You get a certain version of the same thing as a politics reporter. Like war, politics reporting often gives you a certain proximity to the fascinating inner workings of power. You get lanyards and hall passes rather than kevlar, sure, but the everyday circumstances of your work make the case that you are someone important and valuable. If you weren’t, they wouldn’t let you in the room, right?

But like war, the fallacy here is the same. Proximity to something is not purpose. You are not in the room to take a picture with the president, you are not at war in order to make yourself look cool. You are there to do a job, and if you’re not doing that job, then hanging around in a war zone or the White House makes you a tourist. The point of being in close proximity to power is so you can examine it and evaluate the people wielding it. You’re supposed to find the people that it harms — the little guys, the ones that the soldiers and presidents squish under their boots or black wingtips.

If someone takes a shot at the president, your job isn’t to praise his heroics and resolve in being swiftly escorted out of a room by a phalanx of armed men, or to praise your own resolve as you duck for cover under a table.

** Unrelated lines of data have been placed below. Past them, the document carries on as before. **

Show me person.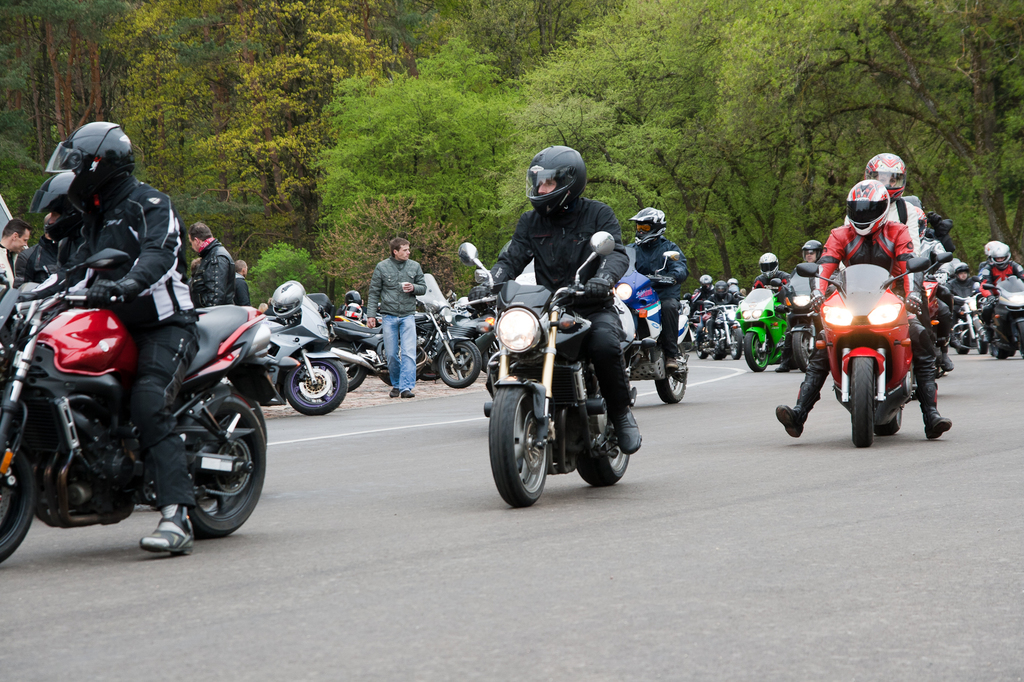
person is here: [989,239,1023,298].
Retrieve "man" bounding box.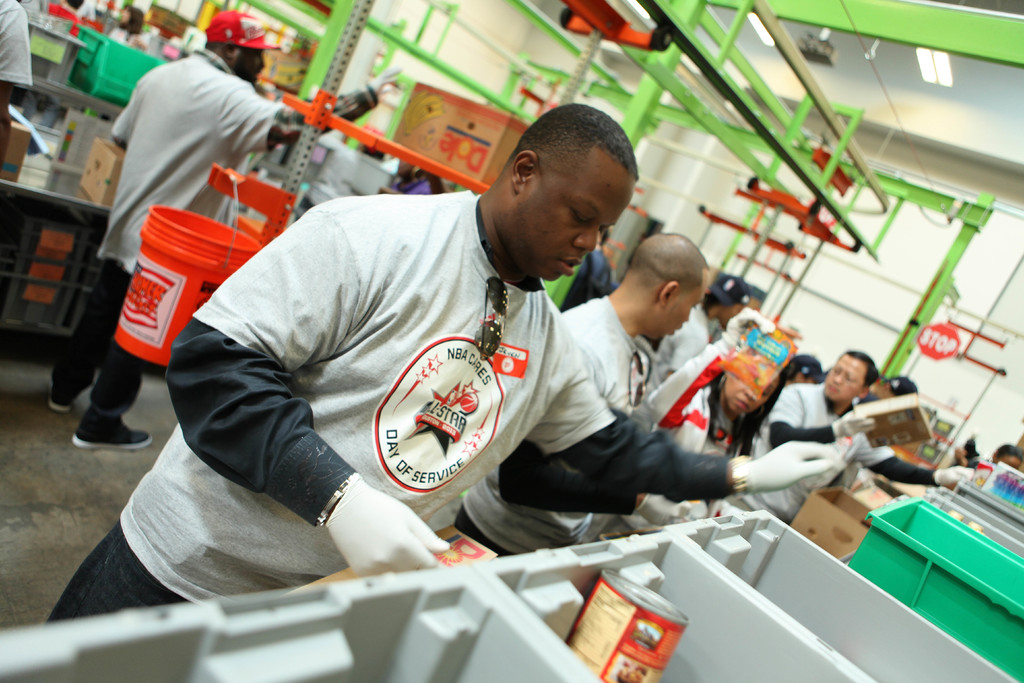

It’s to figure out why a college-educated white-collar worker got so fed up that he decided to tear up every last shred of the social contract we live under. It’s to examine why he picked that event, why he chose that specific target. Along the way, it might be worth taking a hard look at what your own participation in a gilded celebration of a violent regime says about the job you’re claiming to do. If the answers to those questions scare you, then maybe it’s time to find a new line of work.